[Python-Dev] PEP 3142: Add a "while" clause to generator expressions

rdmurray at bitdance.com rdmurray at bitdance.com
Tue Jan 20 19:08:00 CET 2009


On Tue, 20 Jan 2009 at 16:56, Antoine Pitrou wrote:
> Alexey G. Shpagin <python-3000 <at> udmvt.ru> writes:
>>
>> Example will look like
>>  g = (n for n in range(100) if n*n < 50 or else_break())
>
> Please don't suggest any hack involving raising StopIteration as part of a
> conditional statement in a generator expression. It might work today, but it
> might as well break tomorrow as it's only a side-effect of the implementation,
> not an official property of the language.
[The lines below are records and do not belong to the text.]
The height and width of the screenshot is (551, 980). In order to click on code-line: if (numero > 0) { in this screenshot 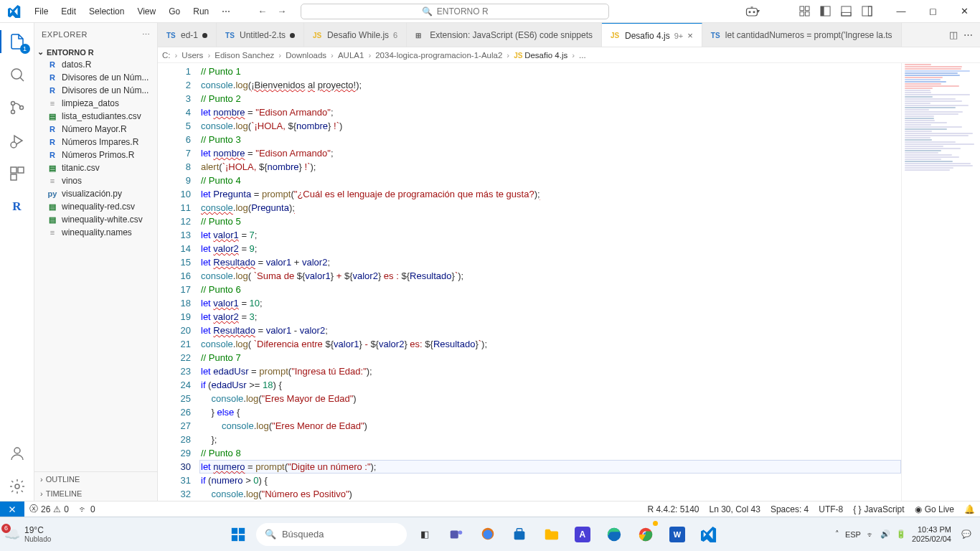, I will do `click(550, 481)`.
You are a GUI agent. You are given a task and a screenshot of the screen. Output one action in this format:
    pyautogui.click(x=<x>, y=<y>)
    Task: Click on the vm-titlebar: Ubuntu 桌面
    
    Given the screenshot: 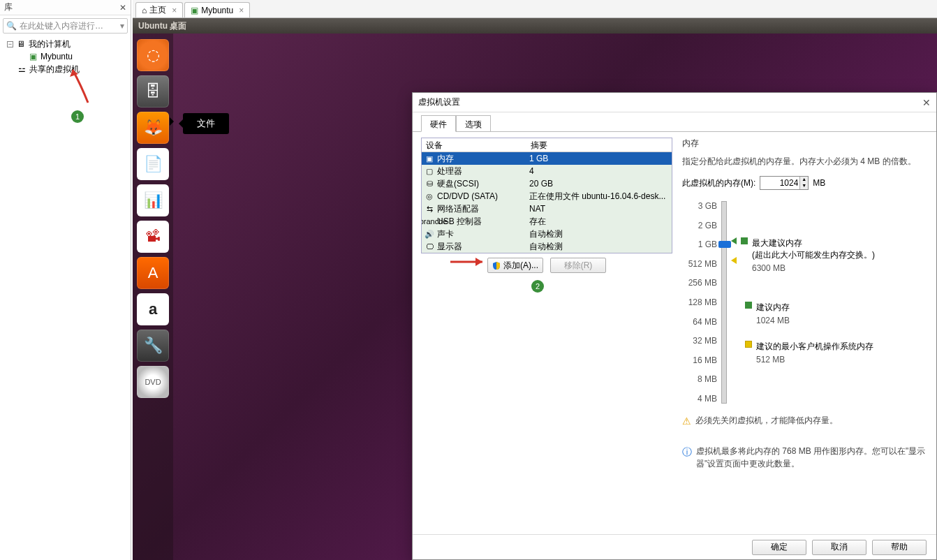 What is the action you would take?
    pyautogui.click(x=535, y=26)
    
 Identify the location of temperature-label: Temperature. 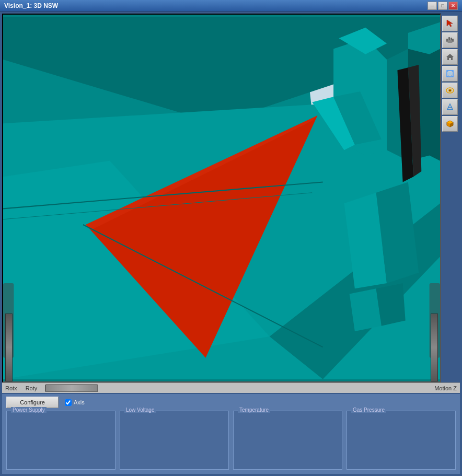
(254, 410).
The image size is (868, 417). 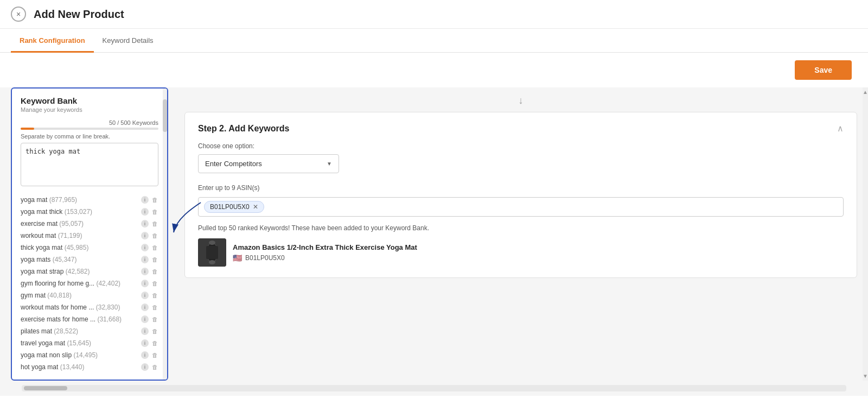 What do you see at coordinates (521, 228) in the screenshot?
I see `success-text: Pulled top 50 ranked Keywords! These hav…` at bounding box center [521, 228].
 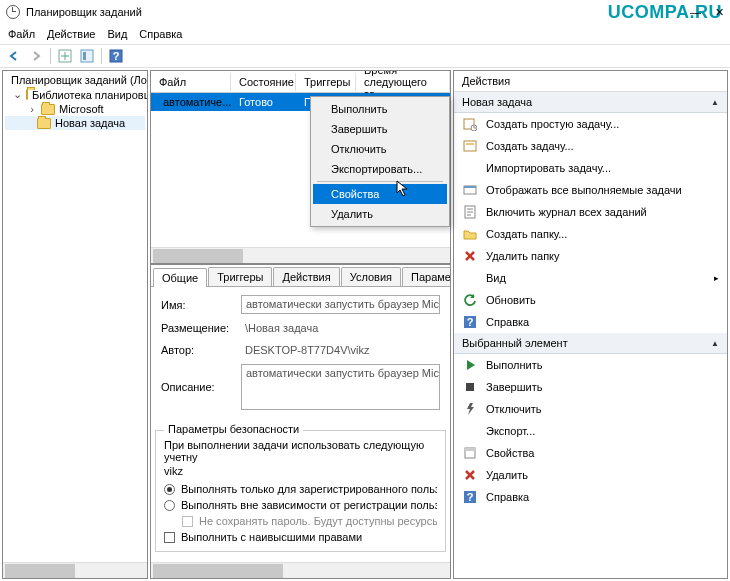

Doing the above is, by definition, no different from raising StopIteration
in a for loop inside a generator function.  The language reference does
document the raising of a StopIteration as signaling the exhaustion of
the generator.  In addition, the 3.0 docs (but, oddly, not the 2.6 docs)
say in the 'for' loop documentation: "When the items are exhausted (which
is immediately when the list is empty or an iterator raises a
StopIteration exception)").

The difference in behavior between raising StopIteration in a list
comprehension versus a generator expression are consistent with the
above, by the way.  If you raise StopIteration in a function whose
definition is the same as the list comprehension but you are building
the list as you go and only returning it when it is complete, then
the StopIteration would propagate upward with no values returned (ie:
in a for loop it would look like an empty list).

I don't know about other people, but I have certainly assumed that raising
StopIteration was a legitimate way to terminate an iterator, and have
written code accordingly.  If this is not true, it should probably be
explicitly documented in the language reference somewhere.